Action | Promulgation of regulations for Texas Hold’em poker tournaments by the Department of Agriculture and Consumer Services |
Stage | Proposed |
Comment Period | Ended on 5/10/2023 |
My comment relates to concurrent tournaments. Where VDACS prohibits concurrent tournaments, it hurts players, dealers, and charities because VDACS is overreaching in limiting play in a way not authorized by statute. It creates an arbitrary limitation on legal poker tournaments, and it feels like an unreasonable limitation without a compelling regulatory need to ensure the integrity of charitable gaming. Why would the regulations add a prohibition on concurrent tournaments while the Code permits it? One reasonable fix to VDACS's error would be to strike proposed 11VAC20-30-90.F
My comment relates to the amount of the use of proceeds. VDACS requires charities to blanketly follow 11VAC20-20-110 for its use of proceeds formula. This destroys charitable poker. Charities couldn’t afford to host any tournaments. A tournament wouldn’t raise enough money to pay its bills and also meet this use of proceeds amount. Anyone who can run a simple budget for a tournament will realize that this formula is an incompetent approach. The fix is to apply the recently adopted formula for pull tabs to poker.
My comment relates to operator fees. VDACS requires that charities may only pay a fixed fee to an operator for services, and not a percentage of the revenue. This hurts charity. If revenue is down, the charity is still on the hook for whatever the flat fee is. It’s bizarre that VDACS would impose this type of arbitrary restriction. One reasonable solution is to Strike the first two sentences of 11VAC20-30-60.P. As Commissioner Guthrie has conveyed, what is important is that charities meet their use of proceeds. Beyond that, what interest does the state have in micromanaging charities’ business operations.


Across the entries below, determine how many lines include the word "object". State only the resulting number.

_Entries shown_.
# # # # # # #
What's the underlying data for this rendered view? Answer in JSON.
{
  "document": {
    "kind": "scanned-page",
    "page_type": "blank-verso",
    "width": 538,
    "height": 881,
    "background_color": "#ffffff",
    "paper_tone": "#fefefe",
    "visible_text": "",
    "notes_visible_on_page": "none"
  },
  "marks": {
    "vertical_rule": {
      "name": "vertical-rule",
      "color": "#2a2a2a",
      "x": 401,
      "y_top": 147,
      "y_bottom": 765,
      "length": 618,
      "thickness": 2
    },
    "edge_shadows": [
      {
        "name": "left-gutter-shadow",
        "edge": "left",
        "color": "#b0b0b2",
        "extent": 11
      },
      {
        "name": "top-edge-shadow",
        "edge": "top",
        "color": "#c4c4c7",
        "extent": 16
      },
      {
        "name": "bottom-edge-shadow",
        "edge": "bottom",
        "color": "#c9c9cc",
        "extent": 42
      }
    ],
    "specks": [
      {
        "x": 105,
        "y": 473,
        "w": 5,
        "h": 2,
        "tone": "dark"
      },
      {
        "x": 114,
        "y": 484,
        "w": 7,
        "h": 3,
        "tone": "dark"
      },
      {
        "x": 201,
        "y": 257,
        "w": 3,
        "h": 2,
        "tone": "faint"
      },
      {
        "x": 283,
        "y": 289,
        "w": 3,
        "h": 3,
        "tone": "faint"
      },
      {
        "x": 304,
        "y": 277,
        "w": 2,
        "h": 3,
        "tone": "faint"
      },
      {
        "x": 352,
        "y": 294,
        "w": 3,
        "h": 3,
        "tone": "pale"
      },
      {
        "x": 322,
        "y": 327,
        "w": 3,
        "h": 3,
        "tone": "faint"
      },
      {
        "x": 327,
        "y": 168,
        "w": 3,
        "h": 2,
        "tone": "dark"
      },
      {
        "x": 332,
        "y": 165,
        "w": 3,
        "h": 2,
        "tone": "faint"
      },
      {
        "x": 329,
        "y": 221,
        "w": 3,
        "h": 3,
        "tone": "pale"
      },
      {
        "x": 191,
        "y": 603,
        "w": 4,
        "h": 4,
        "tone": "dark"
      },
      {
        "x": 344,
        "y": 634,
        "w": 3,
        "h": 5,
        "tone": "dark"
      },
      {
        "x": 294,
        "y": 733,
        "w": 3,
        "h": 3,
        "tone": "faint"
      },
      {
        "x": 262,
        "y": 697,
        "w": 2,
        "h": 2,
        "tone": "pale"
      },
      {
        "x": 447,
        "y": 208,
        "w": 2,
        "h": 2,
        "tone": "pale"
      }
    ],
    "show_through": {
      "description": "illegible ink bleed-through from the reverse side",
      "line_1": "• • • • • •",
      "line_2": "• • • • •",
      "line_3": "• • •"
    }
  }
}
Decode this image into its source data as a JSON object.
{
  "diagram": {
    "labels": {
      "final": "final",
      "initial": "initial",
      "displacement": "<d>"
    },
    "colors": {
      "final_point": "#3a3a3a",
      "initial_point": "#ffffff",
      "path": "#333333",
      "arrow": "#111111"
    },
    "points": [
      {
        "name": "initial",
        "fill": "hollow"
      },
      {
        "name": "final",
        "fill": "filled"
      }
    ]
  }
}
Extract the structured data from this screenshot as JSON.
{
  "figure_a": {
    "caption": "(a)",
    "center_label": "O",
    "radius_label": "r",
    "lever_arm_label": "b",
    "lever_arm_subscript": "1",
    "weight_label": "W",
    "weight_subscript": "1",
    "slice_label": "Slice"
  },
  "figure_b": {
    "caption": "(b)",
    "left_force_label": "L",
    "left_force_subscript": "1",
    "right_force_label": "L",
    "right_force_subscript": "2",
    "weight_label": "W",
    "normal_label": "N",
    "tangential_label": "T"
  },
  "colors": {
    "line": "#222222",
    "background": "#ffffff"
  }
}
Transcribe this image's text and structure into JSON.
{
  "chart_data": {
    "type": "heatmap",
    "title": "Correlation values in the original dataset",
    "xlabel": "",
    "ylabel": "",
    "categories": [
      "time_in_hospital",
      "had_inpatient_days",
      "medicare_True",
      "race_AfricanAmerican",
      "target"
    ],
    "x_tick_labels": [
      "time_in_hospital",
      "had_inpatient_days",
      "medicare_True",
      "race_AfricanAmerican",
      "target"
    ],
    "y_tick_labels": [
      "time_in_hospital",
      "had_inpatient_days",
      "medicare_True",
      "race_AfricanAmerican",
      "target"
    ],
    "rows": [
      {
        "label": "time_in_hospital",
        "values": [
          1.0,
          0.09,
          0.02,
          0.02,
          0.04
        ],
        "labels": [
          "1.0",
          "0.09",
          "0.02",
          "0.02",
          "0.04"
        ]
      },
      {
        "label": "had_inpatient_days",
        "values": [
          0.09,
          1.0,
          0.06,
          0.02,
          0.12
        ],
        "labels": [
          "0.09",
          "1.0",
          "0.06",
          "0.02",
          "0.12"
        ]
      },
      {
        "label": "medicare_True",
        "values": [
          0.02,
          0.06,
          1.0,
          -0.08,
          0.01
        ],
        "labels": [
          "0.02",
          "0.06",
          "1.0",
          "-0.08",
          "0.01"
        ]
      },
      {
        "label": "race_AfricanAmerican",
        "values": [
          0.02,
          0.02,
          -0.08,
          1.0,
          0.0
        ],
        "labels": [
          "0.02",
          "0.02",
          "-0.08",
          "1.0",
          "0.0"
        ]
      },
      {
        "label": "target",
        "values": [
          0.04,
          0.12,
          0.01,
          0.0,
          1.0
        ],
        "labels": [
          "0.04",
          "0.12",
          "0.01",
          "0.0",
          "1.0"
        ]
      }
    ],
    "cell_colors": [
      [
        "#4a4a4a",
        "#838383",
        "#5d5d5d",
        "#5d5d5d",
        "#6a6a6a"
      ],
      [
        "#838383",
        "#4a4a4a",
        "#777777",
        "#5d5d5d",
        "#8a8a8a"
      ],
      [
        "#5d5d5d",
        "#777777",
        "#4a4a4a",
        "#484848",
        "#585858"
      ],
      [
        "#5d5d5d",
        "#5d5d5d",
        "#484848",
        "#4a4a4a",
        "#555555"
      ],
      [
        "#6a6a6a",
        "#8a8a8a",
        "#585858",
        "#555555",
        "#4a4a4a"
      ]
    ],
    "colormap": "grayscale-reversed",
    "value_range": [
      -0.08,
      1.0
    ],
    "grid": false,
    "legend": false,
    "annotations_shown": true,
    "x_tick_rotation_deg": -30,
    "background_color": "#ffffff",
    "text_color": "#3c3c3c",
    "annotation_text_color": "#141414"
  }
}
# # # # # # #
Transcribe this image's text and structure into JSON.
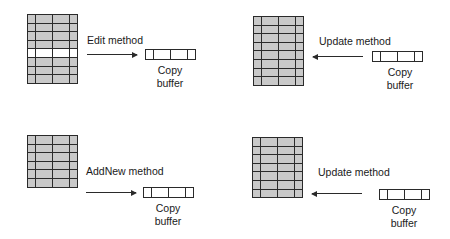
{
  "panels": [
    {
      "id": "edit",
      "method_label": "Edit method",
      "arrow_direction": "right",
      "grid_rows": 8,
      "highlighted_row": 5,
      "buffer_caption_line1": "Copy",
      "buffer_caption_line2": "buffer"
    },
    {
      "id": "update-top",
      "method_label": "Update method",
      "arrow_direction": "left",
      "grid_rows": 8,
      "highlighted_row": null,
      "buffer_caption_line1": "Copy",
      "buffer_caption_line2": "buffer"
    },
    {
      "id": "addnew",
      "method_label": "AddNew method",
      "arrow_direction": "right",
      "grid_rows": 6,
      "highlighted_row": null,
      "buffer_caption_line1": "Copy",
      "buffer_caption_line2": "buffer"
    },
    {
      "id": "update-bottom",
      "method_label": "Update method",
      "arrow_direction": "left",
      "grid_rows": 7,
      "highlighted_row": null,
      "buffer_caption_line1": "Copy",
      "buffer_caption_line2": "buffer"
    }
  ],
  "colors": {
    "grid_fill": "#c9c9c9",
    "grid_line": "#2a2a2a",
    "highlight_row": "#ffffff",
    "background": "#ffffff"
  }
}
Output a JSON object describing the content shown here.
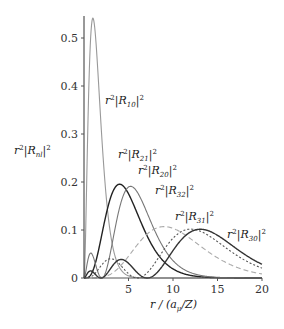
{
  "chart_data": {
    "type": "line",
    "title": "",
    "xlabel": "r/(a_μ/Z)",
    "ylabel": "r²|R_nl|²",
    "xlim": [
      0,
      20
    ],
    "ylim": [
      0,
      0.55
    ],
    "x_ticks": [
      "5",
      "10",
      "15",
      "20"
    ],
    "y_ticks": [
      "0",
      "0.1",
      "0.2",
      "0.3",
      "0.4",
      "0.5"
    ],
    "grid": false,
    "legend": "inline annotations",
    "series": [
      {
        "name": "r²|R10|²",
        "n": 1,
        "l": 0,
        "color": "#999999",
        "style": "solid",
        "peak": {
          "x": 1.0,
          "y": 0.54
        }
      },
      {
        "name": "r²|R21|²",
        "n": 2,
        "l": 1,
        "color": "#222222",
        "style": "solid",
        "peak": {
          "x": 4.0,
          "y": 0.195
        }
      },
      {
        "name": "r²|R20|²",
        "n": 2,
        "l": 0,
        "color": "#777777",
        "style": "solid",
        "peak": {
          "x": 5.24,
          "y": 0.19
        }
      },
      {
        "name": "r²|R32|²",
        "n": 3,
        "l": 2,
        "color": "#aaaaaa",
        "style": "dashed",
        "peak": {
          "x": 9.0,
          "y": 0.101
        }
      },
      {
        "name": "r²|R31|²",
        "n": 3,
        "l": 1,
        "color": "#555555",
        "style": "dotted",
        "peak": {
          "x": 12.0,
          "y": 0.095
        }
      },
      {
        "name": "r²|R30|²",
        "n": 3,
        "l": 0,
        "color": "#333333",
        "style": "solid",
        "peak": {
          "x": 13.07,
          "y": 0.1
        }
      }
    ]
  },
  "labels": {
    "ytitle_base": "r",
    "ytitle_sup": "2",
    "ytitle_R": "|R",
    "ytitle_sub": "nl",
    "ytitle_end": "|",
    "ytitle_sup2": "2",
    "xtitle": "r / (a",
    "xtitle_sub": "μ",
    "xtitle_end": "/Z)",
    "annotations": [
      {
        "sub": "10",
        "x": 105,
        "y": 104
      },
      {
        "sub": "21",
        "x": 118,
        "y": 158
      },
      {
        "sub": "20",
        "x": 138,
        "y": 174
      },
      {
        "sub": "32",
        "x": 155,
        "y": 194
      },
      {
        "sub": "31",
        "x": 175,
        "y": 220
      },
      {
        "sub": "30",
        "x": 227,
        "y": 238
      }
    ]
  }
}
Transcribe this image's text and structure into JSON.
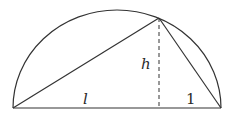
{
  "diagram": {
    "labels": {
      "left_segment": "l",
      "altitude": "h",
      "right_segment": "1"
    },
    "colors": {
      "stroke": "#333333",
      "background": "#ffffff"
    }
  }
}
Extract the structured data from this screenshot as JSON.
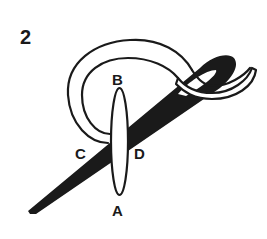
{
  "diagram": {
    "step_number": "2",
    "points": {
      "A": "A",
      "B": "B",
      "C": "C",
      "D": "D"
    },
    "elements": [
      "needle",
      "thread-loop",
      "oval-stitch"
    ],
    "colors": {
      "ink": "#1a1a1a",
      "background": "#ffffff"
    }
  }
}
# # # # # # #
_Output of the task_. 2